First-ever gravel race – With a good friend, who introduced me to gravel riding, we took on the Belgian Waffle, a 70-mile, 7,000+ ft elevation race in the NC mountains. The waffles at mile 40 were the best I’ve ever had.
Rafting with the kids – A surprise lightning storm turned a casual float down the Toccoa into a long, hard day—including a two-mile hitchhike at the end. A day I’ll never forget. Nellie, Van, MH, and my mom were troopers.
Riding with Ry in the Tetons – My favorite place in the US, so riding into them at 6 a.m. was special.
Hiking the Indian Peaks – A friend and I biked into the Indian Peaks Wilderness, locked up the bikes, and spent the day climbing & scrambling across a lot of scree.
The embeddedness of the LLMs
I started using ChatGPT & other LLMs as soon as they launched, but in 2024, LLMs became fully embedded in my daily life.
Everyday, I am amazed at their utility. Everyday, I find myself saying, “I cannot believe this is possible.”
I now use them constantly throughout the day across use cases like the below:
Customer support → Built a GPT with all of our docs, support tickets, and customer questions to help handle inbound support and customer questions.
Podcast post-production → Created a GPT trained on transcripts from 50+ podcast episodes with founders, SaaS product leaders, and pricing experts. It generates summaries, launch copy, and social posts.
Writing & editing → Emails, social media marketing, blog articles, and more.
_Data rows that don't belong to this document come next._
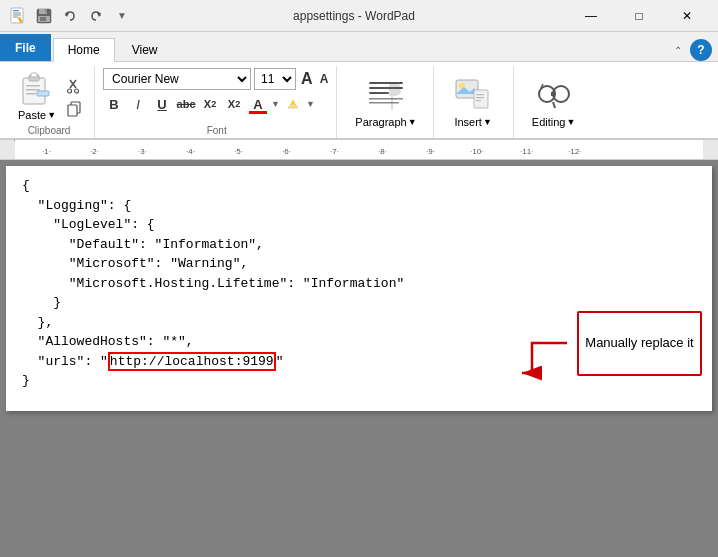 The width and height of the screenshot is (718, 557). I want to click on strikethrough-button: abc, so click(186, 104).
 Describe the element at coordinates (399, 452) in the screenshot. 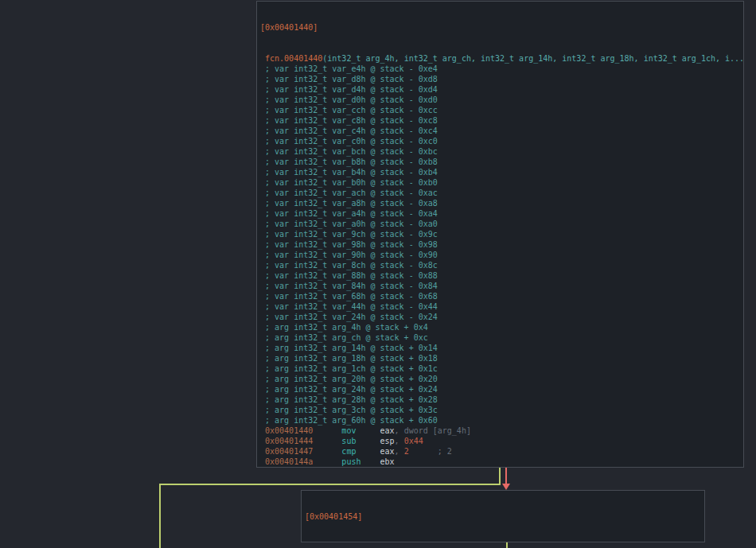

I see `asm-token-gray: ,` at that location.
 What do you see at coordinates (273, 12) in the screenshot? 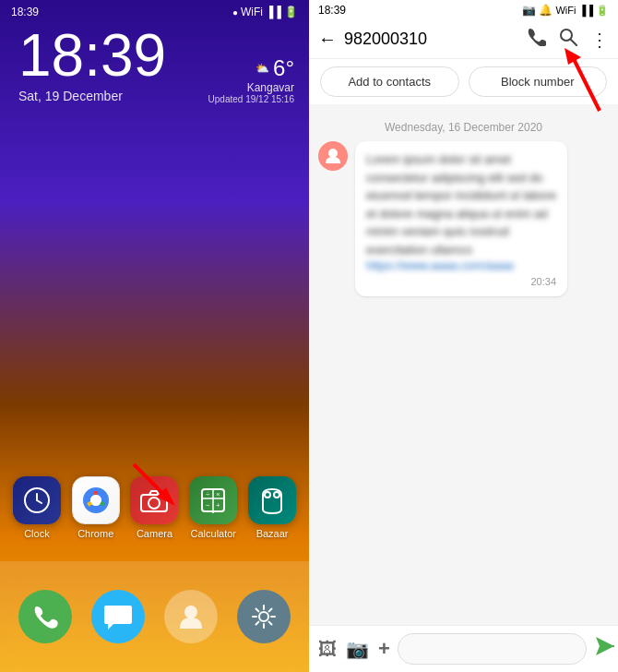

Research → Market analysis, competitive intelligence, vendor evaluations.
DIY → Everything from setting up a bike trainer to fun games with toddlers.
Coding → Building apps using Cursor and GPT. The capabilities still blow my mind.
Thought partnering & sparring → Built a custom GPT called Sparring Partner to debate ideas and pressure-test priorities.
The Rockies
In early November, we moved from Georgia to Colorado.
Leaving Atlanta & the Southeast was bittersweet. We spent six years there, have an amazing community of friends, are deeply invested in the startup ecosystem and a project in North Georgia, and love the Southeast. I travel back regularly for work, and of course, our families are in Chattanooga, so the Southeast will always be home.
The move wasn’t easy at first. We arrived to an early snowstorm, and for weeks, Van was in full-on revolt. He still says, “I miss our Atlanta house.”
Nellie, on the other hand, took it in stride.
By the holidays, we were feeling settled, and I started pushing my running to gears I hadn’t reached in years. There are a lot of fast mountain athletes out here.
Limited by the Unnoticed in 2025
With recap now written, onto Limited by the Unnoticed in 2025.
Since founding Schematic, I’ve done almost no extracurricular writing. I don’t expect that to change in ‘25, but I’ll still try.
Here are a few topics I hope to explore—many unchanged from last year:
Chronic Autoimmune Diseases → How wearables might evolve for better prediction, diagnosis, and treatment.
LLMs → How we’re leveraging them while building Schematic.
Schematic → What we’re learning.
Placemaking → How town centers get developed.
Geopolitics → How different historical perspectives shape global trends.
Foxholes → The viability of foxholes at scale.